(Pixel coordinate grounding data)
++++++++

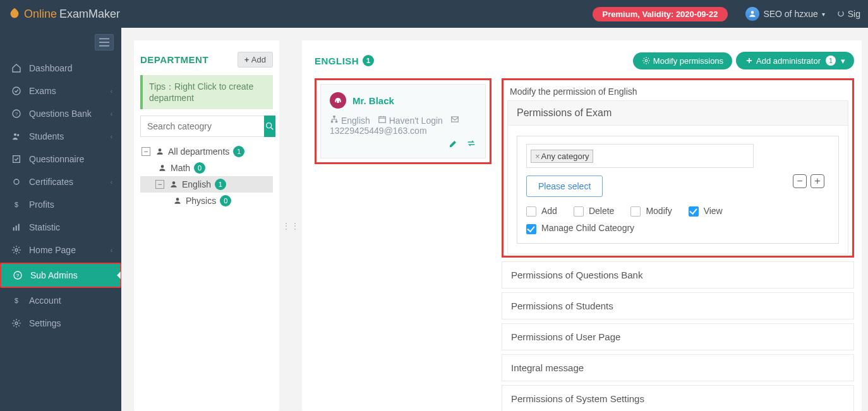 This screenshot has height=411, width=868. I want to click on premium-badge: Premium, Validity: 2020-09-22, so click(661, 14).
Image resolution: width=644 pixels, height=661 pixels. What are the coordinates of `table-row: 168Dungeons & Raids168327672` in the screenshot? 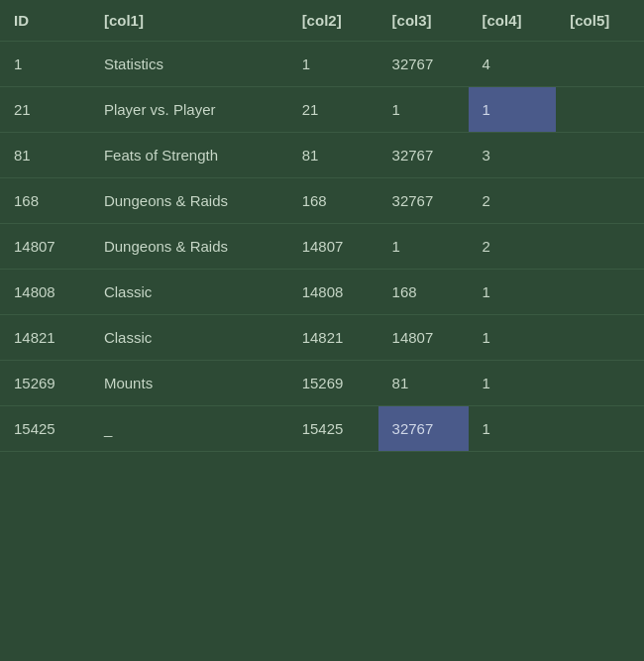 It's located at (322, 201).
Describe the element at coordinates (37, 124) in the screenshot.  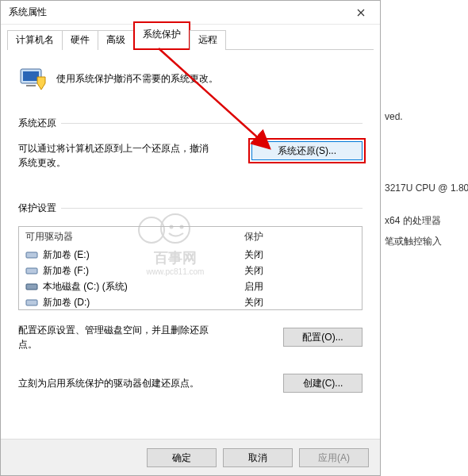
I see `restore-heading: 系统还原` at that location.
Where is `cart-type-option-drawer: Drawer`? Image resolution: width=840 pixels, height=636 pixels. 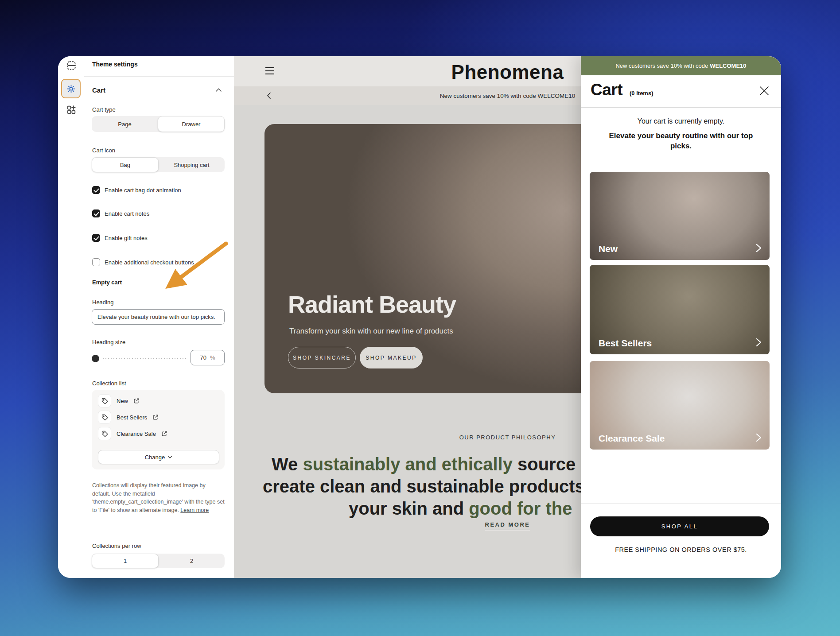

++++++++

* Task brief: What is needed is an exact copy of the lines from the one with "Describe the element" through the end of the data above, both included, minus any pictures.

* Solution to this problem:
Describe the element at coordinates (37, 124) in the screenshot.  
I see `restore-heading: 系统还原` at that location.
Where is `cart-type-option-drawer: Drawer`? Image resolution: width=840 pixels, height=636 pixels. 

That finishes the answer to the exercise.